I have a home built PC that I want to get off Windows 11.
Specs:
- Ryzen 3700X, upgrading to a 5800X3D soon
- RTX 2080 Super
- 500GB NVME for OS, 2TB SATA SSD for files, programs, etc.
- 1440p Ultrawide monitor
- an 8bitdo Ultimate controller
Usage:
- I usually play indie games, emulators, and occasional AAA games. Most of my library is on Steam, with some games on GOG, e.g. Cyberpunk.
- I have an original Steam Link in my living room, and I use it to play games from my PC on the couch. Does Steam on Linux even support this?
- I also write game mods, so I need a distro that is a good fit for software development (C++, Python, and Lisp).
- Random miscellany: I use mullvad VPN, stream movies from a friend’s plex server, and use an SFTP client to back up photos and videos from my phone.
I’ve been an on/off Linux user in the past, so I know my way around basic/intermediate terminal usage and configuration. Buuuut every previous attempt to move to Linux ended in disaster, so I have little patience for asterisks, strings attached, etc. If you’re offering a distro I’ve never heard of before, you’re probably gonna be hard pressed to convince me.
Thanks for the help!
Fun story about why I’m such a curmudgeon about this:
Long before Proton even existed, I once researched how to run a Windows VM for gaming on a Linux host machine, with GPU passthrough. At the time I had an Intel iGPU and an Nvidia discrete GPU, so I figured the iGPU could run the host, while the discrete GPU could run the guest.
I asked around reddit and some of my tech savvy friends on what the best distro would be to accomplish this. A few people steered me toward Debian, because I expressed concern that the system wouldn’t be stable or would be difficult to work with.
Well, turns out Debian was a fucking terrible choice. First I had graphics driver problems, naturally. Secondly, I couldn’t even install qemu if I wanted to because it wasn’t in the apt repositories that shipped with Debian. So I had to learn to add those. Then I had to learn how to stop Debian from recognizing the nvidia GPU during boot, so that the PCI device could be reserved for the passthrough. That was a monumental headache to figure out. And finally, once everything was set up, I learned that nvidia had more or less disabled their consumer-grade cards from being used in a virtual machine.

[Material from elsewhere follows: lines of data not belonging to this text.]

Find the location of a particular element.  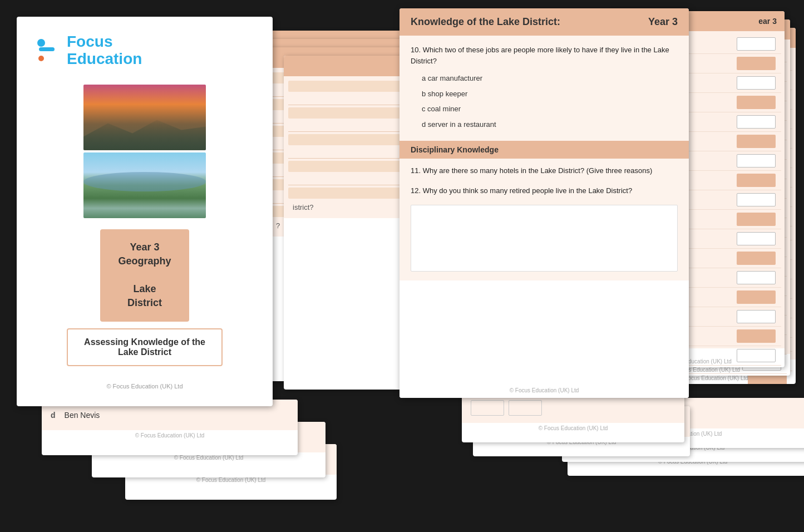

question-11: 11. Why are there so many hotels in the … is located at coordinates (544, 171).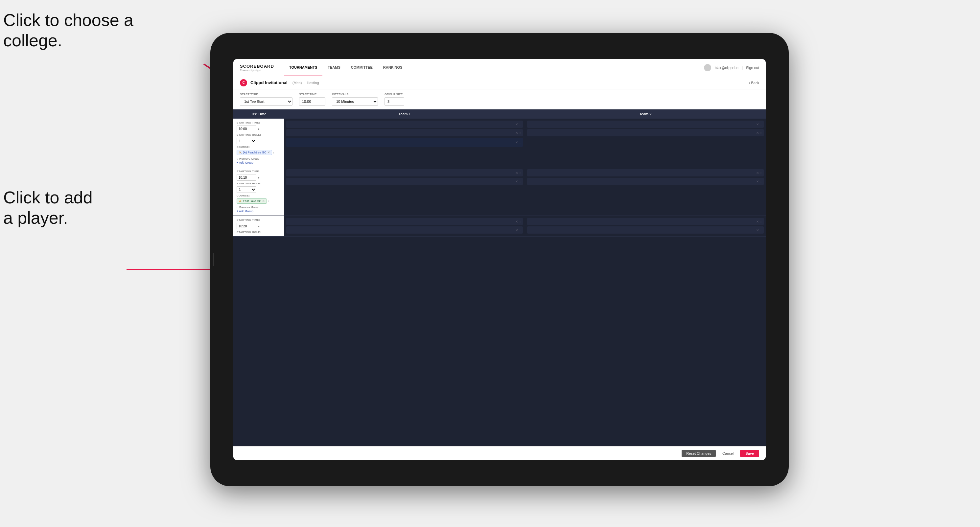 The image size is (980, 527). Describe the element at coordinates (517, 230) in the screenshot. I see `slot-x-2-1: ✕` at that location.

I spent over a month trying to get that working, and eventually just said fuck it and stayed on Windows. And I caught a ton of flak for that, because obviously I should have known that nvidia was a bad choice of GPU, and I should have just purchased an AMD GPU instead… in the middle of GPU mining bubble, when cards were going for $500 a pop.
I’m really hoping to not have a repeat of that experience.
Yeah, some people are really bad at recommending a Distro for specific usage.
When I started with Linux, quite a while back, I was recommended gentoo.
It’s now my least favorite choice 😁
Are you sure that wasn’t just a cruel joke? Lol
Actually, I’m not really sure. I mean I was sure at that time that it was a recommendation but as I am an autist (unbeknownst to me at that time) it could’ve been one of those ‘obviously’ not serious recommendations.
Debian has a non-free repo containing non-open-source software that it hasn’t historically enabled by default, but I don’t think that that’d apply to qemu. I’m pretty sure that’s all open-source.
goes looking.
qemu’s been in the Debian repos since…checks sarge, which was released as a stable release in 2005.
And it was in main, not non-free, so it should have been there as an out-of-the-box enabled repo:
https://snapshot.debian.org/archive/debian/20050312T000000Z/pool/main/q/qemu/
QEMU only came out in 2003.
https://en.wikipedia.org/wiki/QEMU
It looks like it was packaged in Debian unstable since 2004, though I wouldn’t recommend jumping right on unstable to a new user.